Old As The Hills by Celia Lake

Old As The Hills by Celia Lake

Author:Celia Lake [Lake, Celia]
Language: eng
Format: epub


Chapter 24

May 28th at Dover Castle

“Lord Thanet?” Gabe cleared his throat cautiously. The older man was standing on the top of the Great Tower, looking out over the water, across to Calais. Not that one could actually see either Calais or, more relevantly, Dunkirk at the moment. “Your man told me you were up here. Can I be of help?” He leaned slightly on his cane. His leg was complaining about the number of stairs up to this point.

Lord Vitruvius Thanet was of the generation between Gabe and his parents, but there were ways in which he hearkened to Gabe’s grandmother’s era in attitude. He’d left Isobel down with the car. No need to subject her to this particular conversation. It was delicate enough as it was; he didn’t need to juggle the man’s attitudes toward Isobel herself as well.

Papa and Lord Thanet were civil enough when it came to issues that touched them both. Or, more to the point, issues that touched the land magic. Kent was Kent. It did not care so much where the boundaries of who was responsible for which bit of the land’s magic might be. But it was a touchy sort of civility, with something sharp boiling just under the surface. In older times, they’d probably have had a proper duel and sorted it out and been able to leave it. But Papa was a duellist, and Lord Thanet wasn’t and had the sense to know it, and so it was like a dog that worried at a bone long past any usefulness.

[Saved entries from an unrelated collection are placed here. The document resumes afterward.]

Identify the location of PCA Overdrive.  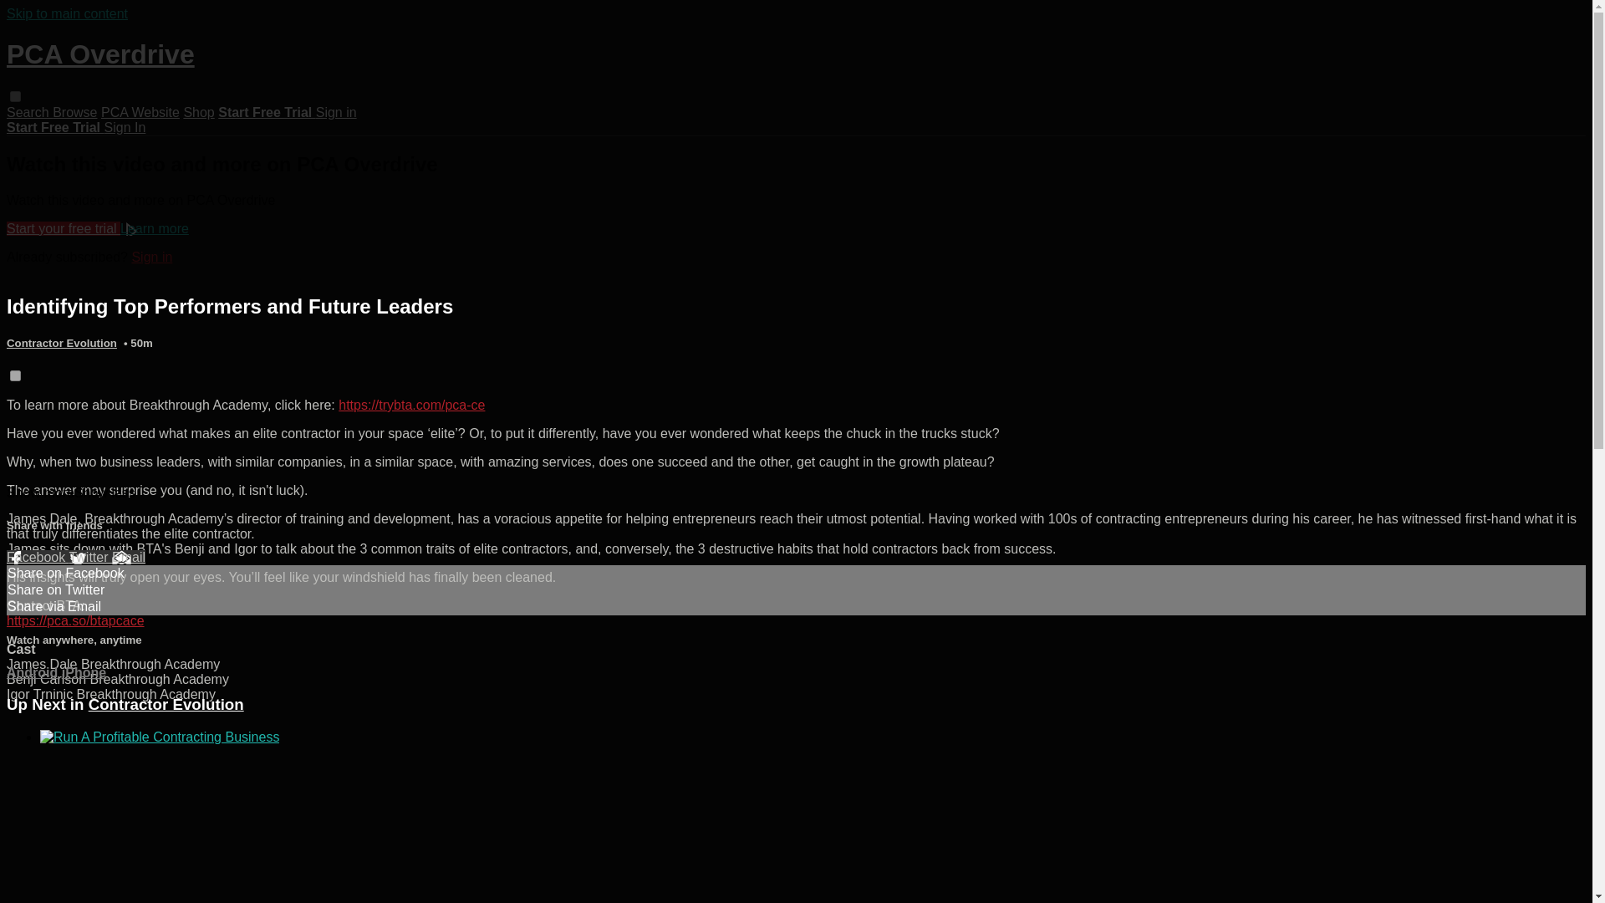
(100, 54).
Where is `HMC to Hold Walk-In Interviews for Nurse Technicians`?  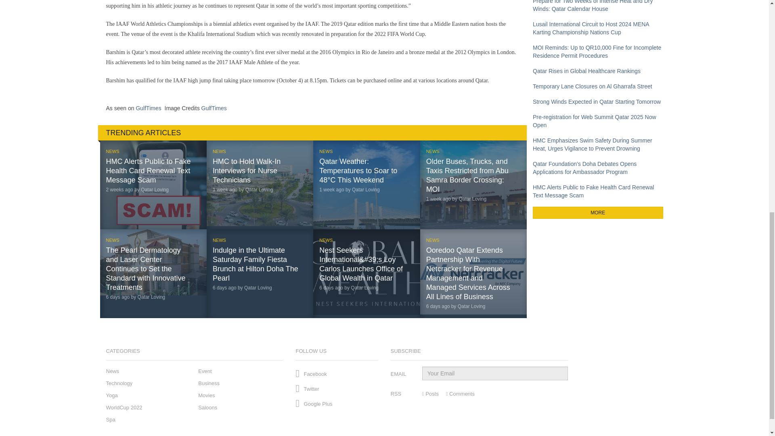 HMC to Hold Walk-In Interviews for Nurse Technicians is located at coordinates (246, 170).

Gabe had an even more tenuous place. Lord and Lady Thanet were civil to Gabe too, but it was a bare and scant sort of civility. No snub direction, but certainly no invitation to even the most general sort of casual conversation, even when they were next in line to each other at some procession or another.

It wasn’t even about Rathna, which Gabe would have hated, but which would have made some sense. Or not sense, but which was common enough that Gabe had a reliable method for how to handle it. They’d been like that since Gabe had apprenticed. Before, a bit. And they weren’t even the ones he’d doused with wine when he flipped a table over, entirely accidentally, when he was eleven.

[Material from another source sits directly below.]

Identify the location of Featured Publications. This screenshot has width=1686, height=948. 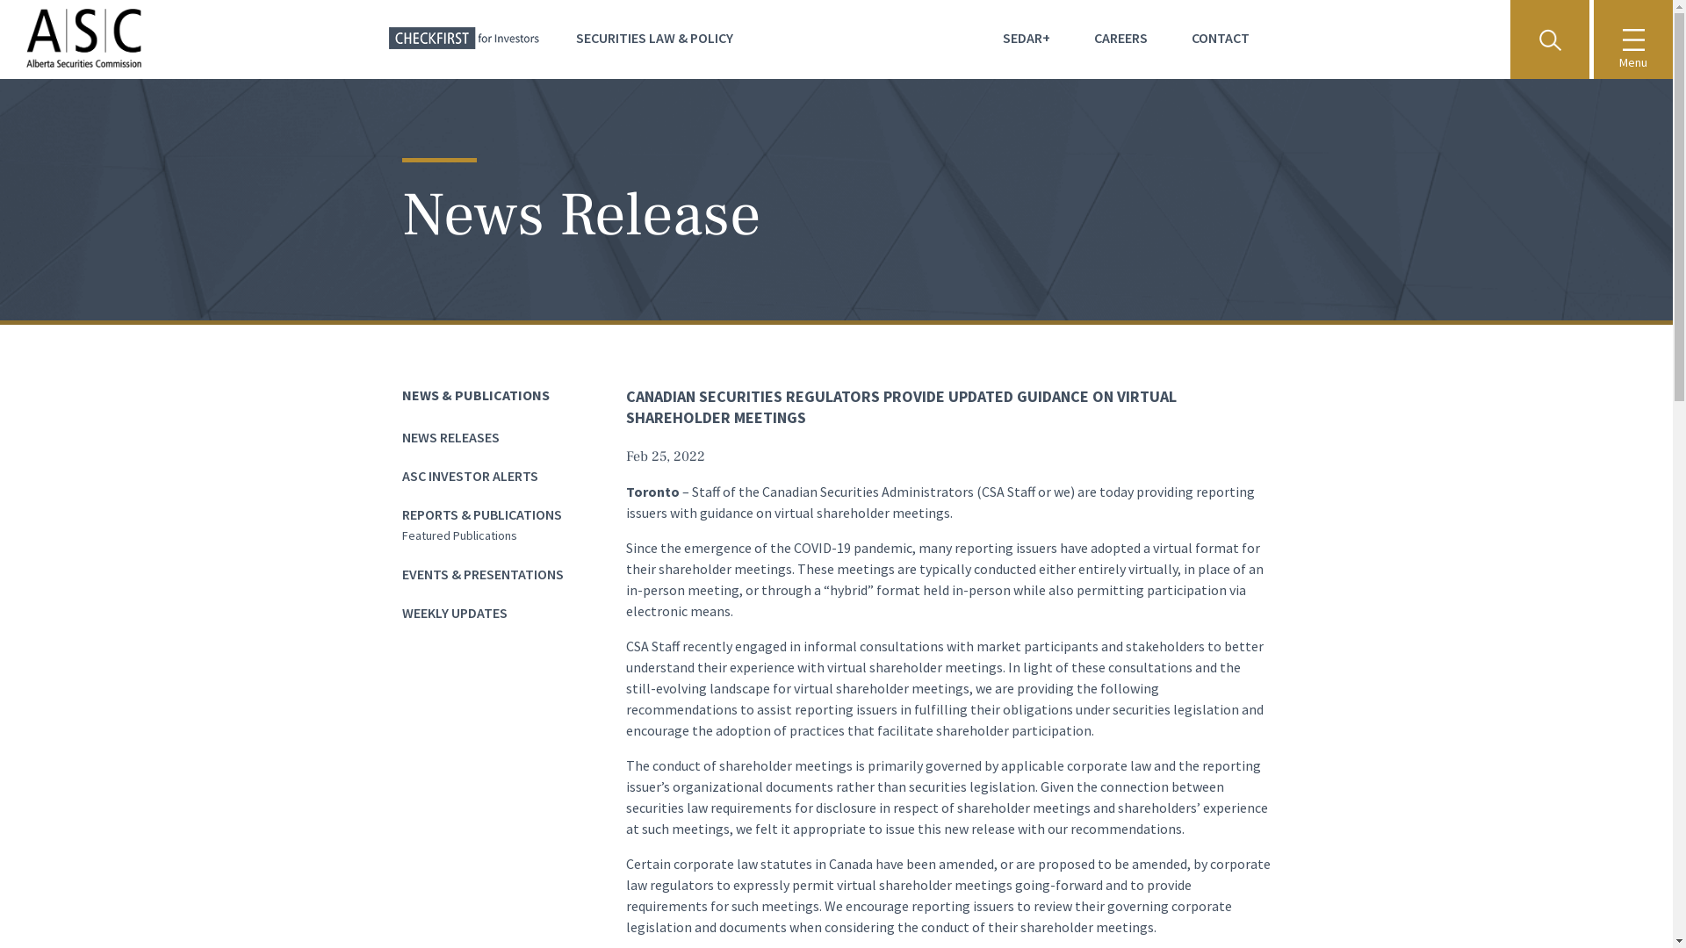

He’d apologised for that, profusely, not that it had helped. Mama had told Gabe it wasn’t a thing he could mend, he’d just have to work around it. He had, up until this point. Only now he couldn’t leave the man alone. Some things mattered more than old aggravations.

Lord Thanet was also - as he’d learned from talking to Alexander and Cyrus and Mabyn - one of the ones who was being difficult about joining up when it came to shared protections. Kent was at the forefront of the worry there, along with Hampshire and the rest of the lands along the south coast.

Hampshire was fine, Geoffrey was sensible. He’d seen the last War up close, and he knew what they might be facing.